Help starting things?

So I’ve always had a problem starting things. Once I get going, I can crank words (or music) quite easily and quickly. But it’s getting over the hump of a blank page. Even if I outline and write notes of how something is going to go, it’s jumping in and actually writing (or composing) that I have problems with.

Any suggestions how to get over this? I waste a hell of a lot of time actually leading up to writing the damn thing.

I’m an outliner. I try to have a complete scene list (at least one sentence per scene) before I start writing the prose. Sometimes I don’t have the outline finished before I start the writing. But one way or the other, here’s what I always remind myself:

I do not have to begin at the beginning.

From the very start, I try to remind myself that my muse may want to work on something other than “the next scene.” So at each point along the way, including the very beginning, I ask “what’s the next (or first) scene I can work on?”

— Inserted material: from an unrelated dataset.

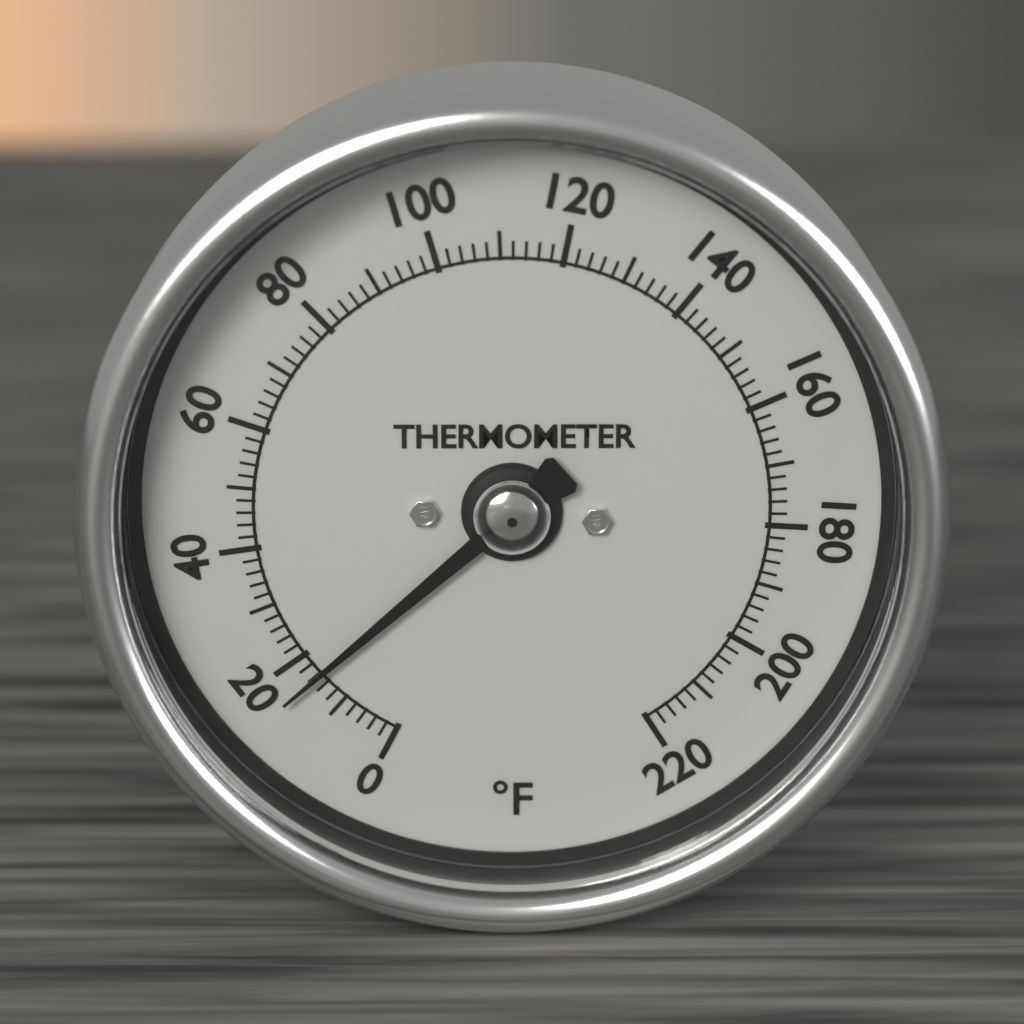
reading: 16 °F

Also notice that I don’t say anything about “finish” or “complete.” My muse may only have an idea for part of a scene, or many parts of many scenes, but perhaps not anything complete. Eventually, the tide will turn and the work will start writing itself downhill. And then the first draft will be done.

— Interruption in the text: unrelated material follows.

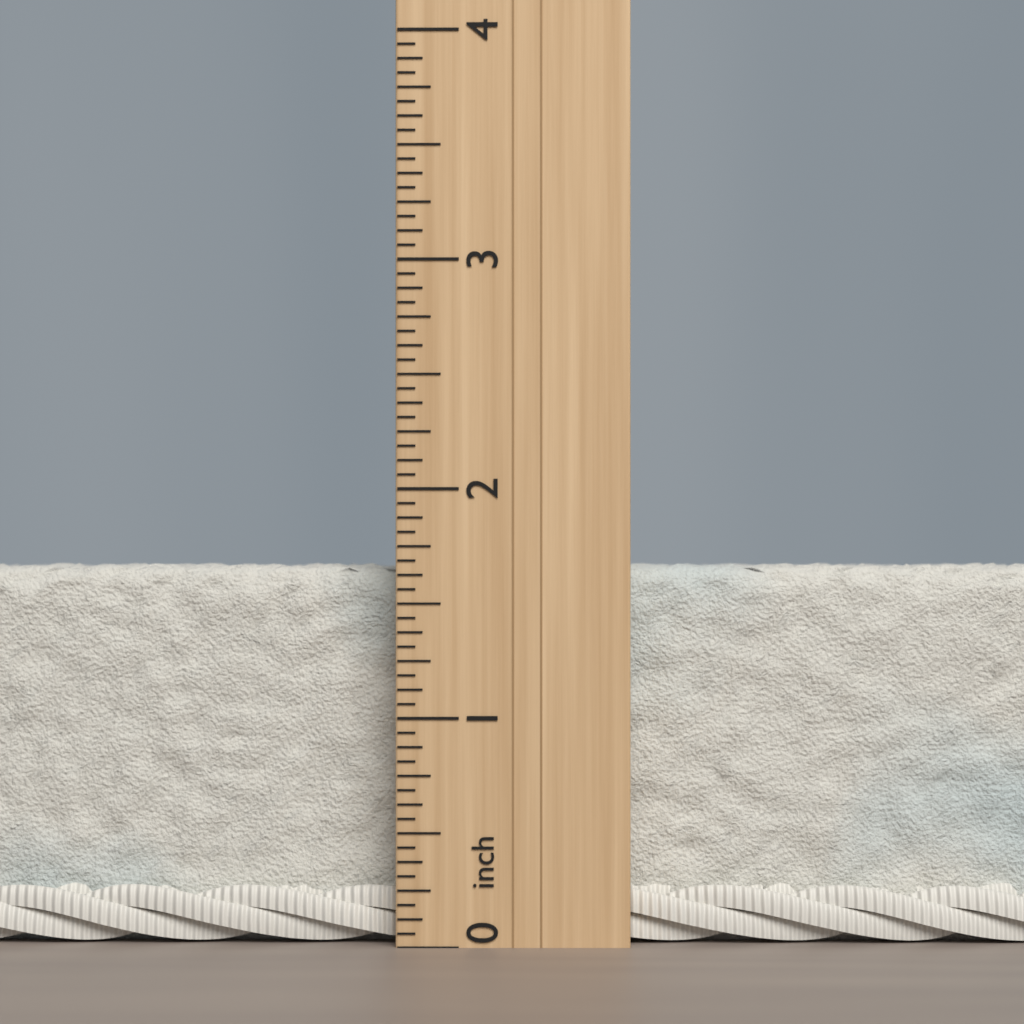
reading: 1.6875 inch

And, since I tend to be on the perfectionist side of the scale, I force myself not to edit a first draft. Whatever it is, I can put in an annotation to fix something, and go on until the draft is complete. Even if that means the beginning of the story no longer makes sense given the ending I’ve just written. Or the ending of the story no longer makes sense given the beginning I’ve just written.That gets fixed in revision. Not in my first draft.

Good luck.

Yeah…starting somewhere else does make it easier to gain momentum. It’s just getting that initial push, you know?

Do you mean the very first page, or for each session?

If it’s for each session, then the ‘trick’ I use is always

finsh a session in the middle of something. That way when I start a new one I already know what I’m doing. It’s a small but sometimes neccessary kick start to momentum.

If it’s the very start of a new project that is the problem, then give yourself permission to turn off your quality control filter for the first 200 words and write any old gibberish.

Don’t go back and fix the first 200 until you have at least 1,000 on the page.

For composing, I use a similar trick although the system is different because of the more organic way I grow songs.

I start with the bit I find hardest first, and gradually move to easiest. For me, it’s: Riff, Lyric hook, chords / arrangement. Initially, each of these will be rough. Lyrics in particular may be pretty low quality as long as they have the right general theme and rhythm. After that it’s time to kick in the quality control filter again and evolve that bad boy.

Worked for Ernest Hemingway, too.

I should try to finish in the middle of something. I always try to make certain I’m done with whatever I started, which doesn’t help for momentum the next day. :frowning:

Steven Pressfield’s website and his book The War of Art also have some ideas.

Hugh et al,
Just watched his videos on Afghanistan. Very, very easy to listen to and watch…hypnotic, almost. Disarmingly persuasive, and dangerously so, at least in my case it was.

I expect it was because he espoused certain points that I already held to be true, that caused me to accept unquestioningly, his thesis in its entirety. :blush:

It wasn’t until I read the first of the comments that took him to task over some point or other, that it dawned on me, I’d just abandoned a fundamental foundation stone of my belief system: neither believe nor disbelieve anything of consequence, until you have categorical proof (or at least, as much as is possible), one way or the other. Take nothing at face value. And yet I never once questioned the veracity of his arguments.

He’d make a great Privat Pension Plan salesman. jeezzz!

As for the thread topic, I always like to look at an empty screen first off, That way, at the end of the day, when there is still nothing there, I can think to myself, ‘Great! At least it’s not full of a load of old shite! I’ll have a nice clean start in the morning.’